Often people think of authorization (that is, ensuring that only authorized people get access to a resource) is antithetical to privacy, but this need not be true. One of the report’s findings is this:

Authorization does not always require individual authentication or identification, but mosts existing authorization systems perform one of these functions anyway. Similarly, a requirement for authentication does not always imply that accountability is needed, but many authentication systems generate and store information as though it were.

There are many ways to use authentication in designing systems, and a careful design can reduce the privacy cost that must be paid to achieve a given level of security. There is not a single “knob” that we can turn to trade off security against privacy, but a complex landscape in which we can hope to get more of both, if we choose wisely.

More on ARDG and the Press

I wrote yesterday about the ARDG’s policy, banning the press from the otherwise open ARDG meetings. Apparently the official rationale for this is that some companies refuse to allow the people who represent them at ARDG meetings to speak to the press.

I have to admit that I find these companies’ policies hard to understand. A company trusts somebody to speak on its behalf in a public forum, where many of the company’s competitors and customers are present, and where everybody is welcome to take notes. And yet somehow it is too dangerous to let that employee say the same things if a reporter is also present.

In my experience, companies that allow their best engineers to speak in public get more respect than ones that don’t. I can understand the desire to manage a company’s image, but reporters and the public have gotten pretty good at separating vacuous marketing-speak from substantive discussion, and at ignoring the former. You’re not doing yourself any favors by blocking access to the people who can best articulate your technical vision.

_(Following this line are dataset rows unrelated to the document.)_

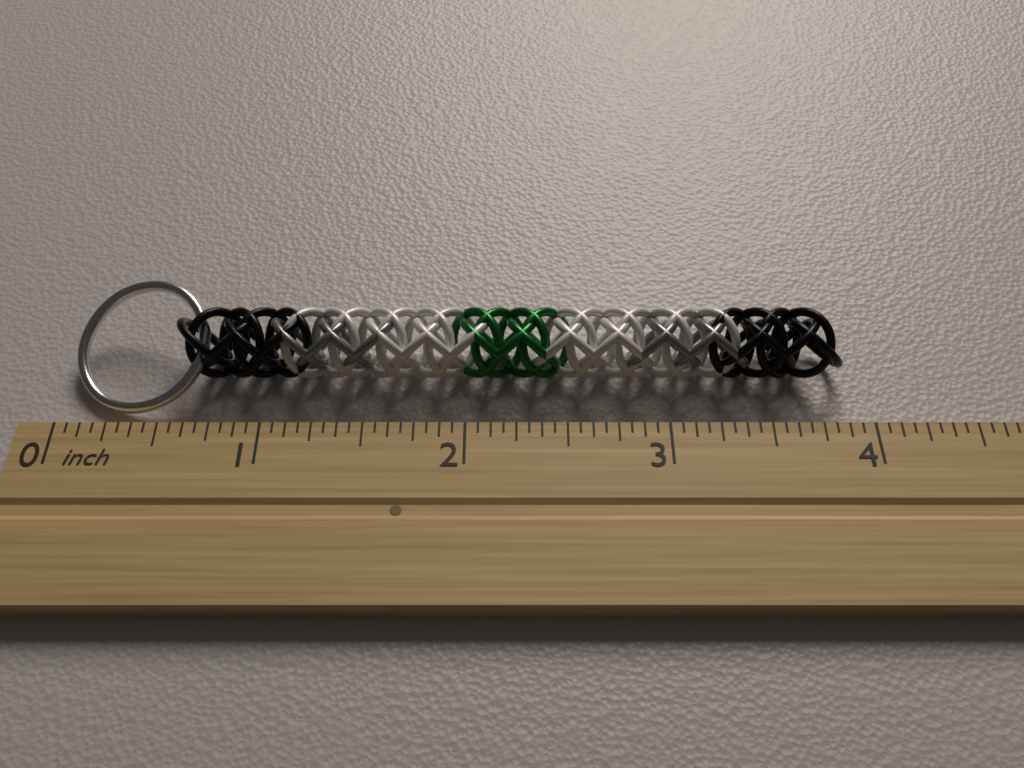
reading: 3.9000 inch
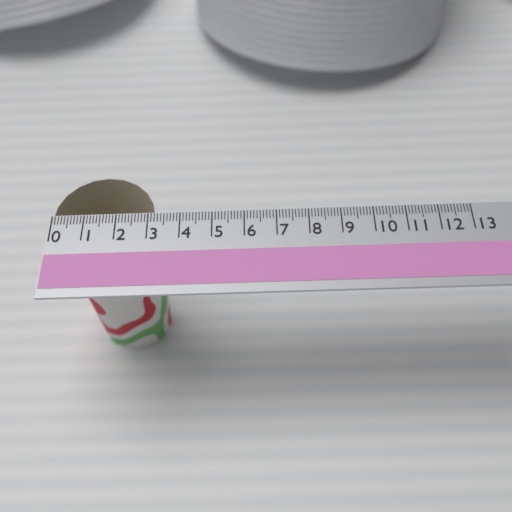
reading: 3.2 (no unit)
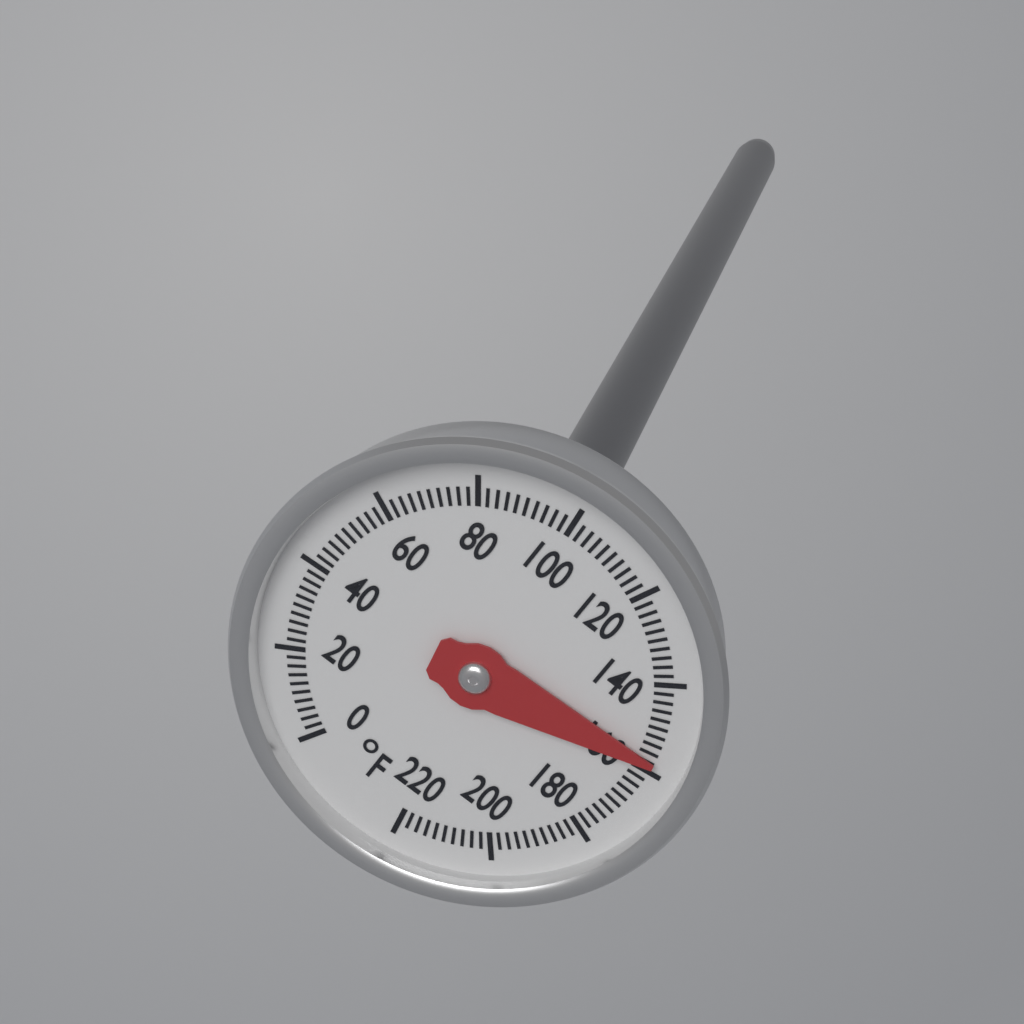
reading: 158 °F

Microsoft’s approach to the Berkeley DRM conference is a great example of the benefits of letting your engineers speak. This was a large conference with many reporters present. Microsoft sent several senior engineers, who gave substantive presentations and engaged in real debate. What they said was not spin-free, of course, but whether you agreed or disagreed with their arguments, you had to respect them for participating in the debate.

James Grimmelmann’s definitive account of the Berkeley DRM conference has this to say:

… the [Microsoft] people at the conference are among the straightest shooters …. Compared with the other industry flacks

Leaks From CERT's "Good Guys" List

Brian McWilliams at Wired News reports on the leakage of unreleased security alerts from the government-funded CERT coordination center. Three secret alerts sent to members of CERT’s “good guys” club (known as the Information Security Alliance, or ISA) were reposted onto the open “Full Disclosure” mailing list.

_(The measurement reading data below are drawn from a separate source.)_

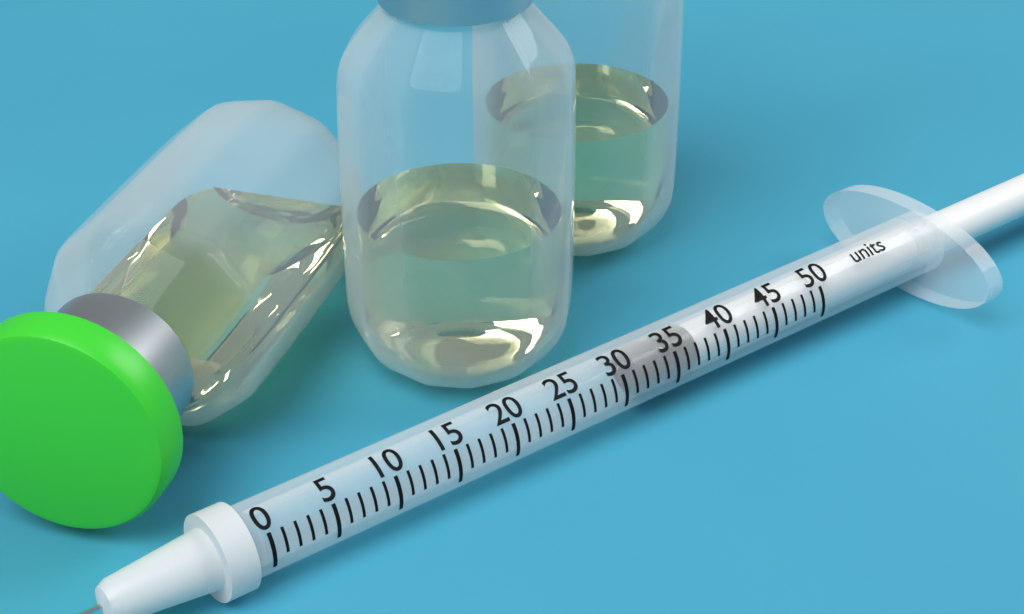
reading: 32 units
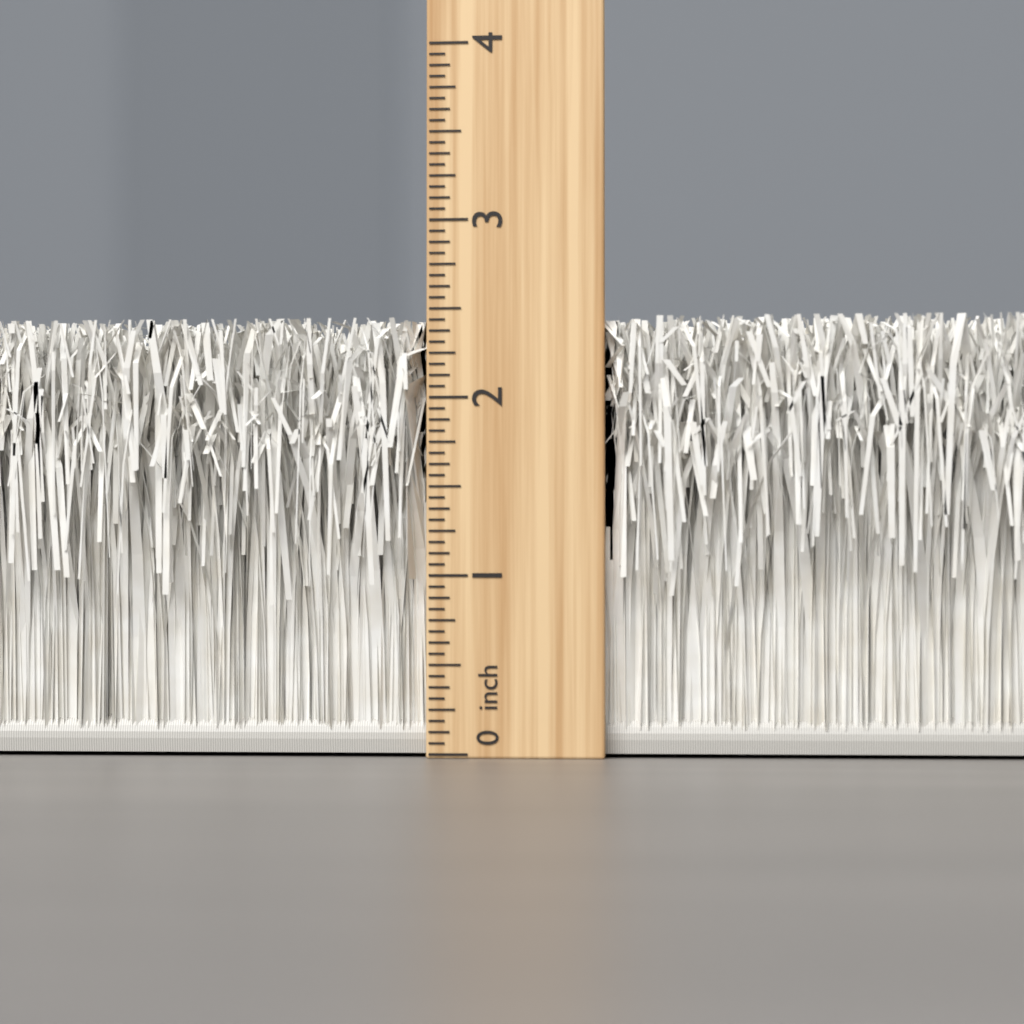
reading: 2.4375 inch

The person who did this may have violated a contractual agreement to keep the information secret. If so, the release can be condemned on that basis.

In any case, this incident teaches us some valuable lessons. First, the idea of releasing vulnerability information only to a large set of “good guys” doesn’t work in practice. What’s to stop a malicious person from joining the club? And remember, a serious bad guy wouldn’t release the information to the public but would exploit it himself, or release it only to his malicious friends.

Ironically, one of the secret alerts that was leaked was little more than an abstract of a paper published recently by Stanford University researchers. Given CERT’s non-profit, public-good mission, it’s hard to see why CERT did not release this report to the public, given that the information on which it was based had already been released (and even discussed on Slashdot).

It’s worth noting that, having set up a system where it is paid to deliver security secrets to the ISA membership, CERT has an economic incentive to manufacture secrets or to increase their perceived value to ISA members by withholding the secrets from the public for longer than necessary. I have no reason to accuse CERT of doing this systematically, but its handling of the Stanford paper does raise questions.